Notion Navigation Shortcuts
Notion pages branch off into sub-pages the way folders branch into subfolders, and a workspace that's been in active use for even a few months usually has far more pages than the sidebar can comfortably show at once. The shortcuts here are about moving through that structure without scrolling and clicking through nested sidebar entries one level at a time — Quick Find in particular is the shortcut most Notion users end up leaning on daily once their workspace grows past a size where scanning the sidebar visually is still realistic.
| Action | Windows | Mac | Description |
|---|---|---|---|
| Open Quick Find / search | Ctrl+P | Cmd+P | Fuzzy-matches against every page title in the workspace as you type, which beats manually drilling down through nested sidebar entries when you already know roughly what the page is called. |
| Create new page | Ctrl+N | Cmd+N | Creates a new blank page at the top level of your workspace, distinct from creating a sub-page nested within an existing page. |
| Navigate back | Ctrl+[ | Cmd+[ | Returns to the previously viewed page, building a back/forward history similar to a web browser as you click through linked pages. |
| Navigate forward | Ctrl+] | Cmd+] | Moves forward through the same back/forward page history built by clicking through linked pages, the counterpart to navigating back and only active once you've gone back at least once. |
| Toggle sidebar visibility | Ctrl+\ | Cmd+\ | Collapses or restores the left sidebar entirely, useful for reclaiming horizontal space while writing on a smaller screen or when presenting a page to someone else without the workspace navigation visible. |
| Open current page in new window | Ctrl+Shift+N | Cmd+Shift+N | Pops the current page out into its own separate window, useful for referencing one page's content side-by-side with another rather than flipping back and forth in a single window. |
Ctrl+P (Cmd+P on Mac) opens Quick Find, a fuzzy-search box that matches against every page title in the workspace as you type, including pages nested many levels deep that would otherwise require expanding several sidebar entries to even see. This is the single fastest way to reach a specific page once you know roughly what it's called, and it beats manual sidebar navigation by a wide margin the moment a workspace has more than a couple dozen pages spread across multiple top-level sections.
Ctrl+N creates a brand-new blank page at the top level of the current workspace, which is a meaningfully different action from creating a sub-page nested inside whatever page you're currently viewing — the shortcut always creates at the top level regardless of where your cursor was, so if you specifically want a nested sub-page, typing /page within the parent page (or using the sidebar's own add-sub-page control) is the more direct route.
Back and forward navigation (Ctrl+[ and Ctrl+]) build a browsing history exactly like a web browser as you click through linked pages, mentions, and database records. This matters more in Notion than it might in a simpler app because Notion pages frequently link to each other extensively — a project page might link out to a meeting notes page, which links to an individual task's own page, and being able to retrace that path backward without re-navigating the sidebar from scratch saves real time during any kind of research or cross-referencing work.
Toggling the sidebar (Ctrl+\) hides the entire left navigation panel, reclaiming the full window width for the page content itself — genuinely useful on a smaller laptop screen while writing a long document, or when sharing your screen and you'd rather not expose the rest of your workspace's page structure to whoever's watching.
Opening the current page in a new window (Ctrl+Shift+N) is specifically useful for side-by-side reference: rather than flipping back and forth between two pages in the same window, popping one out into its own window lets you view a source document and the page you're actively writing simultaneously, which matters a lot when you're synthesizing notes from one page into another.
One navigation habit worth building early: Notion's back/forward history is scoped to Notion's own internal navigation, not to arbitrary external links you might click within a page — an outbound link to an external website opens in your default browser rather than adding a step to Notion's own back/forward chain, so returning to Notion after following an external link just requires switching windows or tabs rather than pressing Notion's back shortcut, which wouldn't have registered that external hop at all.
Worth noting how these navigation shortcuts interact with Notion's own page-permalinks system: every page has a stable URL you can copy (via the ••• menu, Copy Link), and pasting that URL into another page automatically renders it as a clickable mention rather than a raw text link — that mention becomes part of the same back/forward navigation chain as the sidebar, so clicking a page mention embedded deep inside another page's content and then pressing Ctrl+[ takes you right back to wherever you clicked it from, exactly the way clicking a sidebar entry would. This matters because a lot of real Notion navigation happens through in-content mentions and links rather than the sidebar at all, once a workspace has been cross-referenced for a while — a well-organized team wiki, for instance, might have a home page that's mostly a curated list of links to other pages, and jumping through that list relies on the exact same back/forward mechanics as jumping through the sidebar tree, just triggered from within a page's body text instead.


What this task involves:
Your response should be a copy of each line in the listing below that includes the word "frame".

[The data Boundary: Start]

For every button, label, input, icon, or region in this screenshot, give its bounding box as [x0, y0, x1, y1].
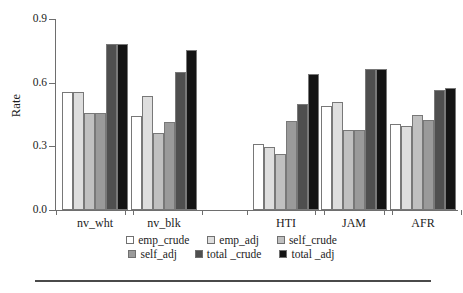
bar-nv_wht-total-adj — [117, 44, 128, 210]
legend-swatch-icon — [195, 250, 203, 258]
y-tick-mark — [49, 146, 55, 147]
bar-AFR-emp-crude — [390, 124, 401, 210]
bar-AFR-emp-adj — [401, 126, 412, 210]
legend-row: self_adjtotal _crudetotal _adj — [119, 248, 343, 260]
bar-nv_wht-total-crude — [106, 44, 117, 210]
bar-nv_blk-emp-adj — [142, 96, 153, 210]
legend-swatch-icon — [277, 236, 285, 244]
bar-HTI-total-adj — [308, 74, 319, 210]
chart-legend: emp_crudeemp_adjself_crudeself_adjtotal … — [0, 234, 463, 260]
bar-nv_blk-self-adj — [164, 122, 175, 210]
bar-HTI-total-crude — [297, 104, 308, 210]
x-label-nv_blk: nv_blk — [124, 216, 204, 231]
y-tick-mark — [49, 210, 55, 211]
bar-JAM-emp-adj — [332, 102, 343, 210]
y-tick-label: 0.3 — [0, 139, 47, 151]
x-tick-mark — [461, 210, 462, 215]
bar-AFR-self-crude — [412, 115, 423, 211]
x-tick-mark — [384, 210, 385, 215]
bar-JAM-self-adj — [354, 130, 365, 210]
x-label-nv_wht: nv_wht — [55, 216, 135, 231]
x-tick-mark — [125, 210, 126, 215]
bar-nv_blk-total-adj — [186, 50, 197, 210]
bar-HTI-self-crude — [275, 154, 286, 210]
x-label-AFR: AFR — [383, 216, 463, 231]
legend-row: emp_crudeemp_adjself_crude — [117, 234, 346, 246]
bar-JAM-emp-crude — [321, 106, 332, 210]
legend-swatch-icon — [207, 236, 215, 244]
legend-label: total _adj — [291, 248, 334, 260]
x-axis-line — [55, 210, 458, 211]
bar-JAM-self-crude — [343, 130, 354, 210]
bar-nv_blk-self-crude — [153, 133, 164, 210]
bar-JAM-total-adj — [376, 69, 387, 210]
bar-HTI-self-adj — [286, 121, 297, 210]
bar-nv_wht-emp-adj — [73, 92, 84, 210]
x-label-JAM: JAM — [314, 216, 394, 231]
y-tick-mark — [49, 19, 55, 20]
legend-item-emp-crude: emp_crude — [126, 234, 189, 246]
legend-item-self-adj: self_adj — [128, 248, 176, 260]
bar-nv_blk-total-crude — [175, 72, 186, 210]
bar-AFR-total-crude — [434, 90, 445, 210]
x-tick-mark — [202, 210, 203, 215]
x-tick-mark — [324, 210, 325, 215]
x-tick-mark — [247, 210, 248, 215]
legend-label: self_adj — [140, 248, 176, 260]
bar-nv_wht-self-adj — [95, 113, 106, 210]
bar-JAM-total-crude — [365, 69, 376, 210]
legend-swatch-icon — [279, 250, 287, 258]
bottom-rule — [35, 280, 431, 282]
bar-HTI-emp-crude — [253, 144, 264, 210]
bar-AFR-self-adj — [423, 120, 434, 210]
legend-swatch-icon — [126, 236, 134, 244]
y-tick-mark — [49, 83, 55, 84]
bar-HTI-emp-adj — [264, 147, 275, 210]
bar-nv_wht-self-crude — [84, 113, 95, 210]
bar-nv_wht-emp-crude — [62, 92, 73, 210]
legend-label: self_crude — [289, 234, 337, 246]
bar-chart-figure: Rate 0.00.30.60.9 nv_whtnv_blkHTIJAMAFR … — [0, 0, 463, 293]
legend-item-emp-adj: emp_adj — [207, 234, 259, 246]
x-tick-mark — [392, 210, 393, 215]
legend-label: emp_adj — [219, 234, 259, 246]
y-tick-label: 0.6 — [0, 76, 47, 88]
legend-item-self-crude: self_crude — [277, 234, 337, 246]
legend-item-total-crude: total _crude — [195, 248, 262, 260]
bar-AFR-total-adj — [445, 88, 456, 210]
y-tick-label: 0.9 — [0, 12, 47, 24]
legend-swatch-icon — [128, 250, 136, 258]
legend-item-total-adj: total _adj — [279, 248, 334, 260]
x-tick-mark — [56, 210, 57, 215]
y-tick-label: 0.0 — [0, 203, 47, 215]
legend-label: total _crude — [207, 248, 262, 260]
y-axis-line — [55, 19, 56, 211]
x-tick-mark — [315, 210, 316, 215]
bar-nv_blk-emp-crude — [131, 116, 142, 210]
legend-label: emp_crude — [138, 234, 189, 246]
x-tick-mark — [133, 210, 134, 215]
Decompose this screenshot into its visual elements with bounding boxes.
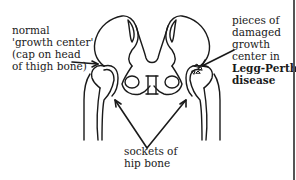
label-line: center in [232, 50, 296, 62]
label-line: sockets of [124, 145, 177, 157]
label-line: hip bone [124, 157, 177, 169]
label-line: pieces of [232, 14, 296, 26]
disease-name: disease [232, 74, 296, 86]
disease-name: Legg-Perthes [232, 62, 296, 74]
label-line: normal [12, 24, 93, 36]
damaged-growth-center-label: pieces of damaged growth center in Legg-… [232, 14, 296, 86]
normal-growth-center-label: normal 'growth center' (cap on head of t… [12, 24, 93, 72]
label-line: 'growth center' [12, 36, 93, 48]
frame-border [293, 0, 295, 180]
label-line: (cap on head [12, 48, 93, 60]
label-line: damaged [232, 26, 296, 38]
hip-sockets-label: sockets of hip bone [124, 145, 177, 169]
label-line: growth [232, 38, 296, 50]
label-line: of thigh bone) [12, 60, 93, 72]
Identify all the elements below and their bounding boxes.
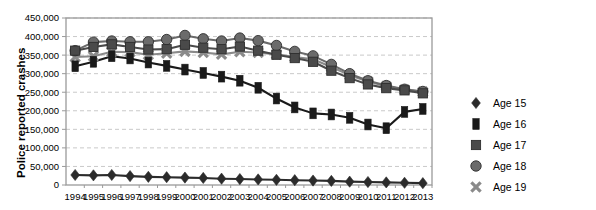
data-point-marker (418, 89, 427, 98)
data-point-marker (290, 175, 299, 186)
data-point-marker (328, 109, 334, 120)
data-point-marker (89, 42, 98, 51)
y-tick-label: 50,000 (30, 161, 59, 172)
x-marker-icon (465, 176, 487, 197)
data-point-marker (107, 169, 116, 180)
y-tick-label: 0 (54, 179, 59, 190)
data-point-marker (71, 169, 80, 180)
data-point-marker (90, 56, 96, 67)
data-point-marker (254, 46, 263, 55)
data-point-marker (364, 176, 373, 187)
legend-item-age-15[interactable]: Age 15 (465, 92, 593, 113)
square-marker-icon (465, 134, 487, 155)
circle-marker-icon (465, 155, 487, 176)
data-point-marker (472, 97, 481, 108)
data-point-marker (345, 74, 354, 83)
data-point-marker (218, 71, 224, 82)
data-point-marker (382, 177, 391, 188)
data-point-marker (382, 84, 391, 93)
y-tick-label: 100,000 (25, 142, 59, 153)
chart-container: Police reported crashes 050,000100,00015… (0, 0, 596, 210)
data-point-marker (255, 82, 261, 93)
legend-item-label: Age 16 (487, 118, 526, 130)
y-tick-labels: 050,000100,000150,000200,000250,000300,0… (25, 12, 59, 190)
data-point-marker (310, 108, 316, 119)
chart-legend: Age 15Age 16Age 17Age 18Age 19 (465, 92, 593, 197)
y-tick-label: 250,000 (25, 87, 59, 98)
data-point-marker (198, 34, 208, 44)
data-point-marker (163, 60, 169, 71)
data-point-marker (471, 140, 480, 149)
data-point-marker (127, 53, 133, 64)
data-point-marker (161, 34, 171, 44)
data-point-marker (182, 64, 188, 75)
data-point-marker (107, 40, 116, 49)
y-tick-label: 450,000 (25, 12, 59, 23)
data-point-marker (273, 93, 279, 104)
data-point-marker (400, 177, 409, 188)
data-point-marker (272, 174, 281, 185)
data-point-marker (235, 42, 244, 51)
data-point-marker (471, 160, 481, 170)
data-point-marker (181, 172, 190, 183)
data-point-marker (418, 178, 427, 189)
series-markers-age-19 (71, 47, 428, 97)
legend-item-age-16[interactable]: Age 16 (465, 113, 593, 134)
data-point-marker (162, 45, 171, 54)
legend-item-age-18[interactable]: Age 18 (465, 155, 593, 176)
data-point-marker (254, 174, 263, 185)
data-point-marker (308, 57, 317, 66)
data-point-marker (109, 51, 115, 62)
data-point-marker (217, 173, 226, 184)
data-point-marker (237, 75, 243, 86)
legend-item-label: Age 15 (487, 97, 526, 109)
data-point-marker (365, 119, 371, 130)
plot-frame (66, 18, 432, 185)
data-point-marker (126, 170, 135, 181)
data-point-marker (162, 172, 171, 183)
data-point-marker (144, 45, 153, 54)
data-point-marker (89, 170, 98, 181)
data-point-marker (471, 182, 480, 191)
data-point-marker (200, 68, 206, 79)
data-point-marker (346, 112, 352, 123)
y-tick-label: 150,000 (25, 124, 59, 135)
data-point-marker (72, 61, 78, 72)
data-point-marker (253, 35, 263, 45)
y-tick-label: 400,000 (25, 31, 59, 42)
data-point-marker (145, 57, 151, 68)
data-point-marker (235, 173, 244, 184)
data-series-group (70, 30, 428, 189)
data-point-marker (125, 42, 134, 51)
y-tick-label: 350,000 (25, 50, 59, 61)
data-point-marker (290, 53, 299, 62)
data-point-marker (199, 43, 208, 52)
y-tick-label: 300,000 (25, 68, 59, 79)
legend-item-label: Age 18 (487, 160, 526, 172)
data-point-marker (217, 45, 226, 54)
data-point-marker (180, 40, 189, 49)
data-point-marker (71, 46, 80, 55)
data-point-marker (420, 104, 426, 115)
data-point-marker (144, 171, 153, 182)
data-point-marker (292, 102, 298, 113)
legend-item-age-17[interactable]: Age 17 (465, 134, 593, 155)
legend-item-label: Age 17 (487, 139, 526, 151)
x-tick-labels: 1994199519961997199819992000200120022003… (65, 191, 434, 202)
data-point-marker (199, 172, 208, 183)
data-point-marker (473, 118, 479, 129)
legend-item-age-19[interactable]: Age 19 (465, 176, 593, 197)
legend-item-label: Age 19 (487, 181, 526, 193)
plot-border (66, 18, 432, 185)
data-point-marker (180, 30, 190, 40)
data-point-marker (400, 86, 409, 95)
data-point-marker (383, 123, 389, 134)
diamond-marker-icon (465, 92, 487, 113)
data-point-marker (272, 50, 281, 59)
x-tick-label: 2013 (412, 191, 433, 202)
grid-lines (62, 18, 432, 188)
data-point-marker (327, 66, 336, 75)
data-point-marker (363, 80, 372, 89)
data-point-marker (271, 40, 281, 50)
tall-rect-marker-icon (465, 113, 487, 134)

[The data Boundary: End]

Output for this exercise:
frame-border [293, 0, 295, 180]
plot-frame (66, 18, 432, 185)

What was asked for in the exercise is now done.